Joe Studwell
👤 SpeakerAppearances Over Time
Podcast Appearances
You massively over, you subsidize heavily
manufacturing your economy, and you end up with surplus.
And that surplus has to go somewhere.
So what the Chinese are doing with a surplus in Africa is entirely the same as what the Japanese were doing with it in the 70s and the Koreans in the 80s.
The thing to recognize is that where the Chinese have got to now is that at a political level, Belt and Road has been very heavily wound down
Not with any formal announcement of it's over, but I mean, they've just pulled back.
And various agencies that have been set up by the Chinese banks to do private equity in Africa and things like this have just been shuttered.
I mean, there are some projects.
that are funded by state banks, but they've got to jump over much higher hurdles to get done.
But what we're seeing when we talk about investment in manufacturing is private sector stuff from Chinese corporates that are not getting the backing of the state banking system.
Well, the one that claims to be the new Singapore is Rwanda, of course.
And you think this is insane when you hear it, but actually there's a certain logic to it.
You know, because Kagame's people say, well, look, it costs you a couple of thousand dollars to ship a container from China to Dar es Salaam, and it costs you $5,000 to truck it to Kigali.
So that means that you can produce stuff in...
here in Rwanda and not even be particularly efficient, put it together here and sell the stuff.
They haven't really done it with manufacturing yet, but they have done it with services.
And of course, a lot of Singapore is services.
In the book that says, you know, brutal but developmental.
And I think that's what it is.
And it is a very real question when you have acutely poor, malnourished people about what is the right priority.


**Action item**
Out of the material that follows, write out exactly the lines from the line with "Locate an element" to the line with "The image size", both ends included, and no others.

**Available data**
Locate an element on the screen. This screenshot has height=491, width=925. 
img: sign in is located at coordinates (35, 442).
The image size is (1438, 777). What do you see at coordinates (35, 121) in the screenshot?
---
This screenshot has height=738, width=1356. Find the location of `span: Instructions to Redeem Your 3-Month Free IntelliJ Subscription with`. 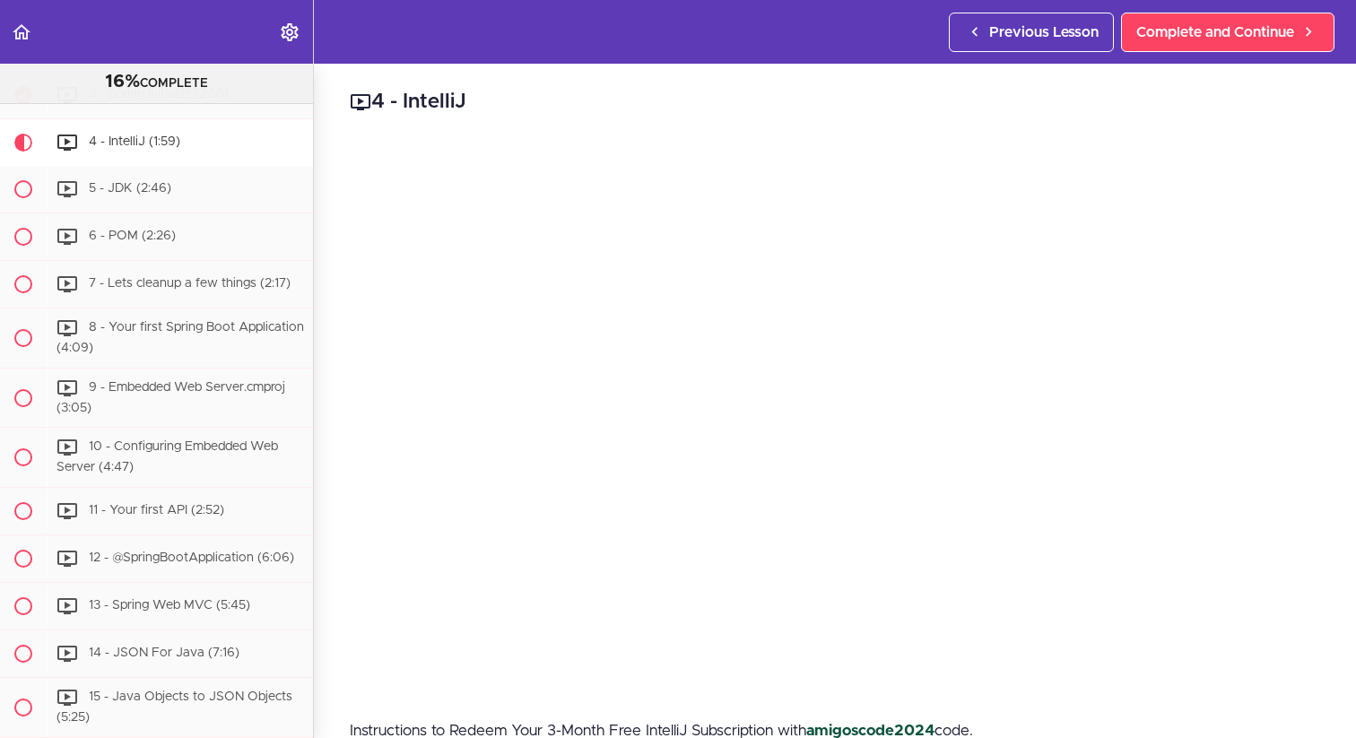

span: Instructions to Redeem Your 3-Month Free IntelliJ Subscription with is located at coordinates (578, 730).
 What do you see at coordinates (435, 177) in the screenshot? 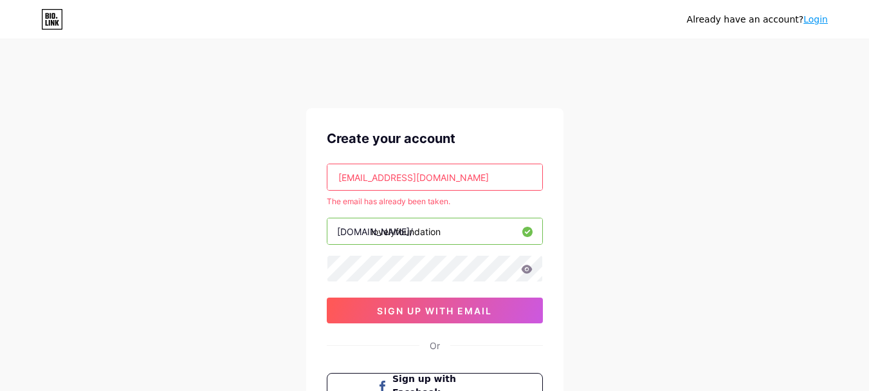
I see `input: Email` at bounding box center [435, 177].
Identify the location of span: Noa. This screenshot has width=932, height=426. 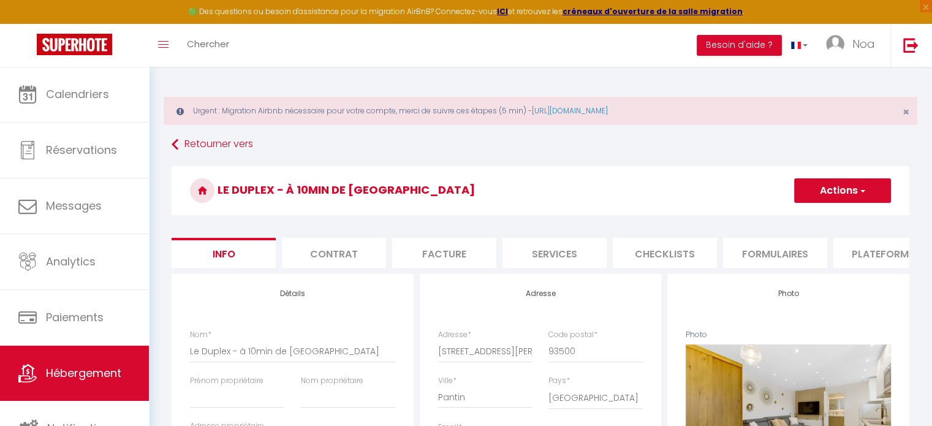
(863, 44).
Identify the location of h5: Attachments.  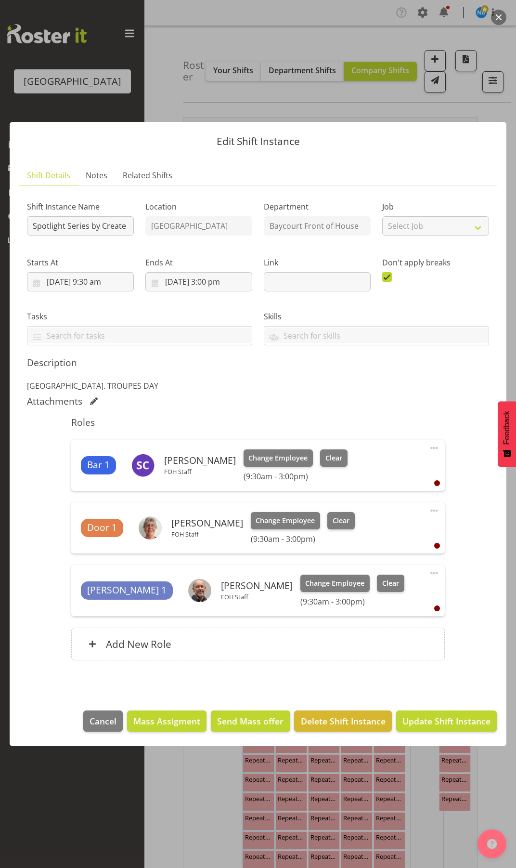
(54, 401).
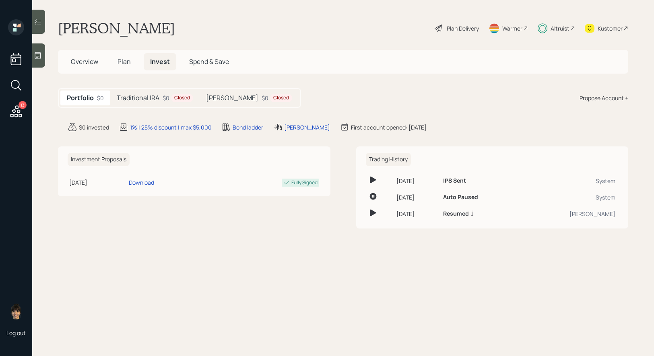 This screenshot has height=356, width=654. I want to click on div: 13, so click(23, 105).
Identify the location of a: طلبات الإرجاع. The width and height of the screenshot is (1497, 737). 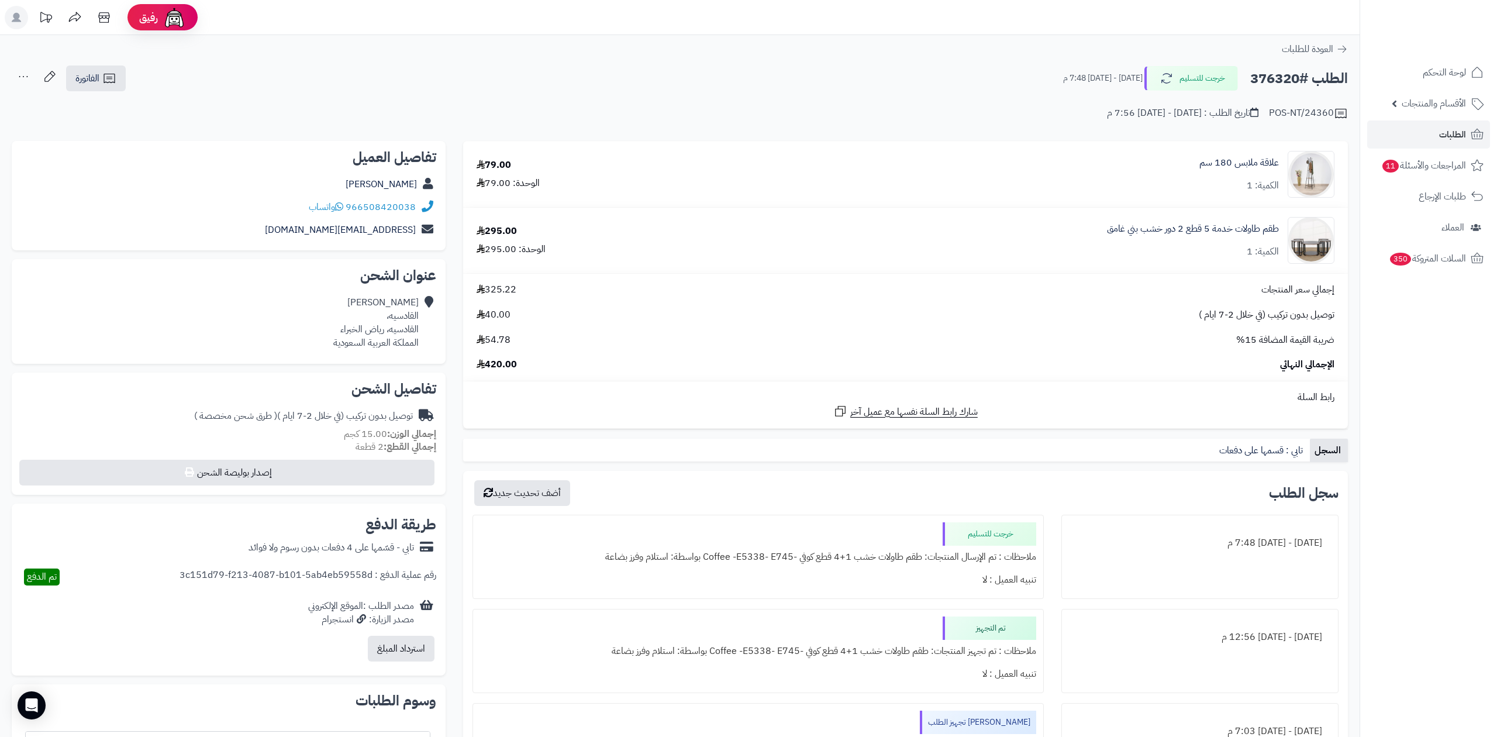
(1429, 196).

**Answer section**
Locate an element on the screen. This screenshot has height=491, width=925. 
img: sign in is located at coordinates (35, 442).
The image size is (1438, 777). What do you see at coordinates (35, 121) in the screenshot?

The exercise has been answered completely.